Sunday, July 24, 2011

July 22 Louise Fletcher


To celebrate Louise Fletcher’s birthday I watched One Flew Over the Cuckoo’s Nest. The beginning of the film the patients of the mental institution are given their medication. There is classical/elevator music playing and each person is handed their medication and water. They have to take the medication in front the nurse. It reminded me of Catholic ceremony. Louise plays the head nurse, Ratched. Jack Nicholson is the new patient. He is the timeline of the story. Ratched leads the group sessions soft spoken and stone faced, very little phases her. At Christmas the patients are left alone (which doesn’t seem right in the first place) and Jack Nicholson smuggles in girls and they bring alcohol. All have a good time. The next day when the staff comes back the place is in a shambles. One man is found with a woman. Ratched humiliates him by telling him she will tell his mother. He becomes very upset and is dragged away hitting himself. He commits suicide. This pushes Jack over the edge and he attacks and strangles Ratched. He is taken away and is forever changed. The next day everything is back to normal with Ratched wearing a neck brace.

In the special features the character is described as frigid and cold. I don’t see the character that way. I see the character as professional. The character is the villain because she represents authority, the man. Everyone acted really well in the story, it was almost too real. That is why I avoided the film for many years, thinking I could not handle the realness of the story. Also in the special features it was mentioned that the Jack Nicholson character was us, the audience. That is a very good statement and it makes sense. Nicholson can’t believe that the men are voluntarily committed and that the man wants his cigarettes and the nurse won’t give them to him, so he gets them for him. One person helping another to end suffering.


■ **WHAT YOU SHOULD DO**:
From the data below, copy each line that includes the word "margin".

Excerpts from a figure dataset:
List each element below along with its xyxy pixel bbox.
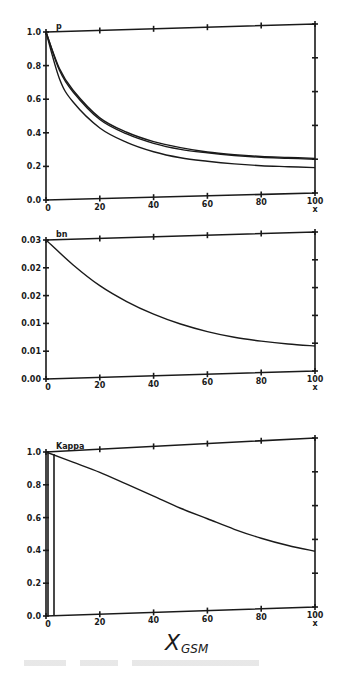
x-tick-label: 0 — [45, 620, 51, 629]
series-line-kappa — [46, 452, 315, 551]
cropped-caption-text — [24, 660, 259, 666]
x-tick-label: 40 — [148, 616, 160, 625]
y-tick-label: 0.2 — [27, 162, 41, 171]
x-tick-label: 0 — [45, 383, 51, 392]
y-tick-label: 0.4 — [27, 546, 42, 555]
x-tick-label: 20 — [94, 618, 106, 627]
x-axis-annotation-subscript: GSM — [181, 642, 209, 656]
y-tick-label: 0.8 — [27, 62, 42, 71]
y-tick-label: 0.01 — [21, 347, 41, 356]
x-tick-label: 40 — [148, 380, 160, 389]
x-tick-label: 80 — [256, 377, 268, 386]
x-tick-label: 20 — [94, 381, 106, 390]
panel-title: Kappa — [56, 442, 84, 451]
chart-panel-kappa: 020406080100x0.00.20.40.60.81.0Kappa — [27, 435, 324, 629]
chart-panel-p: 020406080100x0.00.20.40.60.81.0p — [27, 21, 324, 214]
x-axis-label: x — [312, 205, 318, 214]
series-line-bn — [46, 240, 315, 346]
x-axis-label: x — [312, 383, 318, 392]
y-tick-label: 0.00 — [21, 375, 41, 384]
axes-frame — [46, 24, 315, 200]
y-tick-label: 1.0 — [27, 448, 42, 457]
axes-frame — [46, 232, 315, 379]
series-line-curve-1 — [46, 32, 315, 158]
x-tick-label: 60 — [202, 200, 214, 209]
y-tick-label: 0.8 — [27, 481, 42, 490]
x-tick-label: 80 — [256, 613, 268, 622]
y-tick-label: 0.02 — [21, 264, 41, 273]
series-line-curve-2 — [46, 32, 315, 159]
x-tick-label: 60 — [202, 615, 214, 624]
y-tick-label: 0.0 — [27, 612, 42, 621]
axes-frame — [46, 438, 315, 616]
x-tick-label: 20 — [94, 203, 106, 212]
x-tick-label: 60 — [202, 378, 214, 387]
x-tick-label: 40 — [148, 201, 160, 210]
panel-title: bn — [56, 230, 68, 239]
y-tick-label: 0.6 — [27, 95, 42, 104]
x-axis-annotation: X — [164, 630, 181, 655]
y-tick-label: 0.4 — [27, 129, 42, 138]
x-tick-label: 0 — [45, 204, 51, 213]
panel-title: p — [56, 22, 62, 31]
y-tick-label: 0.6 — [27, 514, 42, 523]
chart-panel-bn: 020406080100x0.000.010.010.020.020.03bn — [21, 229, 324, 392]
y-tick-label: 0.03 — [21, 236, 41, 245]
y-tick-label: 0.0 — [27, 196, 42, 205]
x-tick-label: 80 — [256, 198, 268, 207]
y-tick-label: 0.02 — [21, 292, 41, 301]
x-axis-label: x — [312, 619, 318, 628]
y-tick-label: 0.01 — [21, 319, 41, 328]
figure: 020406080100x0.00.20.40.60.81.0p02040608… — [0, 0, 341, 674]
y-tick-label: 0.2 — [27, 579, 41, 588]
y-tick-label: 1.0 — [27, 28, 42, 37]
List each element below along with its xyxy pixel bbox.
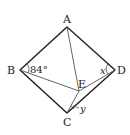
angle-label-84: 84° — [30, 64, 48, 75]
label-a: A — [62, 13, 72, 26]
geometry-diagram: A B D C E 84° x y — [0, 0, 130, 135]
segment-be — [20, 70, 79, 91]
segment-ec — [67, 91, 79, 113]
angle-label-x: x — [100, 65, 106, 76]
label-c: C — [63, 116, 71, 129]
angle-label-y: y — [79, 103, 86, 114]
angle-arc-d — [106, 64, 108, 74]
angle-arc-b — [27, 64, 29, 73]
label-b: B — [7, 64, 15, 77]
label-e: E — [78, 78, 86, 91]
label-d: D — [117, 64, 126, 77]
--
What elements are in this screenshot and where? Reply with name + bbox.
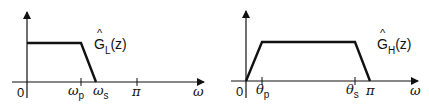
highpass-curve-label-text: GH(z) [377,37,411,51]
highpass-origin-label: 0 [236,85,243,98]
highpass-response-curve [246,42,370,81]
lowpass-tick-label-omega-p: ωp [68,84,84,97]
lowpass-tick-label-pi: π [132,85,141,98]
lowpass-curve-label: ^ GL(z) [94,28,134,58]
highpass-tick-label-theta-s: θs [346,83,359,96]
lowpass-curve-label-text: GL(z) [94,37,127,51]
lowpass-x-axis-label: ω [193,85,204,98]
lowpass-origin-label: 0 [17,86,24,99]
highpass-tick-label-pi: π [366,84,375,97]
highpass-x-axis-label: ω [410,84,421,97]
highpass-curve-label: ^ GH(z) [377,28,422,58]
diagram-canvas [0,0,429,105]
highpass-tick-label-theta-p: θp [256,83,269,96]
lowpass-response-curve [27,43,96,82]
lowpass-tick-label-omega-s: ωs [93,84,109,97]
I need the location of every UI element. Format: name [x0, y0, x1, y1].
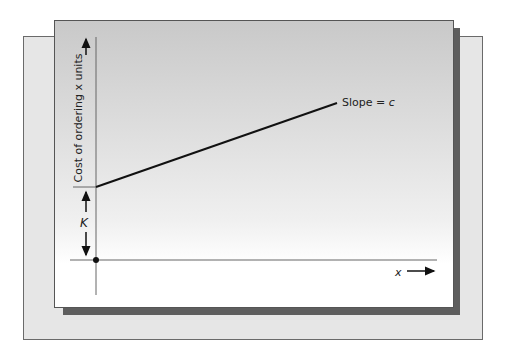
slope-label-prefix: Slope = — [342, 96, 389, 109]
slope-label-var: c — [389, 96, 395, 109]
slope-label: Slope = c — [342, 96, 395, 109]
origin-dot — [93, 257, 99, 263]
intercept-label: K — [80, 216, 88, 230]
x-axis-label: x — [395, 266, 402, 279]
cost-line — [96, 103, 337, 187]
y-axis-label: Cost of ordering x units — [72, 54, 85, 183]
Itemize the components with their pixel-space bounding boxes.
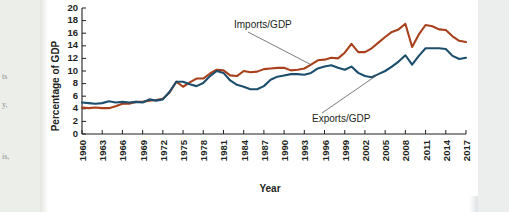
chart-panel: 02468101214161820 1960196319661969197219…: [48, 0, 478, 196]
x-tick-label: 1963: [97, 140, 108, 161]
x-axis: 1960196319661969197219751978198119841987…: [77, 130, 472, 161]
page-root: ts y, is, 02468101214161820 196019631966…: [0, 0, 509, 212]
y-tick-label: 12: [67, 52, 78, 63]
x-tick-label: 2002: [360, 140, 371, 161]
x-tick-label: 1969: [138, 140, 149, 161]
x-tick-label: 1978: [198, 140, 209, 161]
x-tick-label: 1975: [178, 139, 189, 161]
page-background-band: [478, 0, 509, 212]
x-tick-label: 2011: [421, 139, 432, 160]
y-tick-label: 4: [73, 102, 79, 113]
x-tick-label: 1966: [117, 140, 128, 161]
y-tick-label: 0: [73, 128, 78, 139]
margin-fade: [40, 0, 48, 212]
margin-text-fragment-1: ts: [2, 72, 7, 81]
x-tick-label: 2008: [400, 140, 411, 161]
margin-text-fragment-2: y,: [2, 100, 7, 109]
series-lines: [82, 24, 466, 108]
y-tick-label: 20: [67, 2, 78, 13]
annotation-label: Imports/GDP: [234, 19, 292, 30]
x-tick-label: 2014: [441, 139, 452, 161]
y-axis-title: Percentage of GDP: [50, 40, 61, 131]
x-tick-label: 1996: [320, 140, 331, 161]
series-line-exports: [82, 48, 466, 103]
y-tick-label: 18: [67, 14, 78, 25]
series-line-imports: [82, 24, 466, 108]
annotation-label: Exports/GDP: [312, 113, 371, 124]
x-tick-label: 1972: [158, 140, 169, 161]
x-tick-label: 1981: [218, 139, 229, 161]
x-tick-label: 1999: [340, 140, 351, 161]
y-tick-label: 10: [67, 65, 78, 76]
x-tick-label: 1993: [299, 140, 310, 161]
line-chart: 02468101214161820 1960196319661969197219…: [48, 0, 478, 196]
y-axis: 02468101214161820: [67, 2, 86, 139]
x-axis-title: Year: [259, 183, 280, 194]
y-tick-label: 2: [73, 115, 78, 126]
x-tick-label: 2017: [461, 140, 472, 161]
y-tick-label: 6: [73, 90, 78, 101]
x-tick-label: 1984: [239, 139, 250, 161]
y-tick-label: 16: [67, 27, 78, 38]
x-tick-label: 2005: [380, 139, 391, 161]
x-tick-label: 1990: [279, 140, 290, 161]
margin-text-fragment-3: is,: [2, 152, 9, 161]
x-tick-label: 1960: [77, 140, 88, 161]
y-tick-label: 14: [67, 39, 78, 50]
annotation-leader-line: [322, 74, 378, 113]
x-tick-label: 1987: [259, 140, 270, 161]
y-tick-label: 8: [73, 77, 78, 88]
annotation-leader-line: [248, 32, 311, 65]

■ **ANSWER BOX**:
margin-fade: [40, 0, 48, 212]
margin-text-fragment-1: ts: [2, 72, 7, 81]
margin-text-fragment-2: y,: [2, 100, 7, 109]
margin-text-fragment-3: is,: [2, 152, 9, 161]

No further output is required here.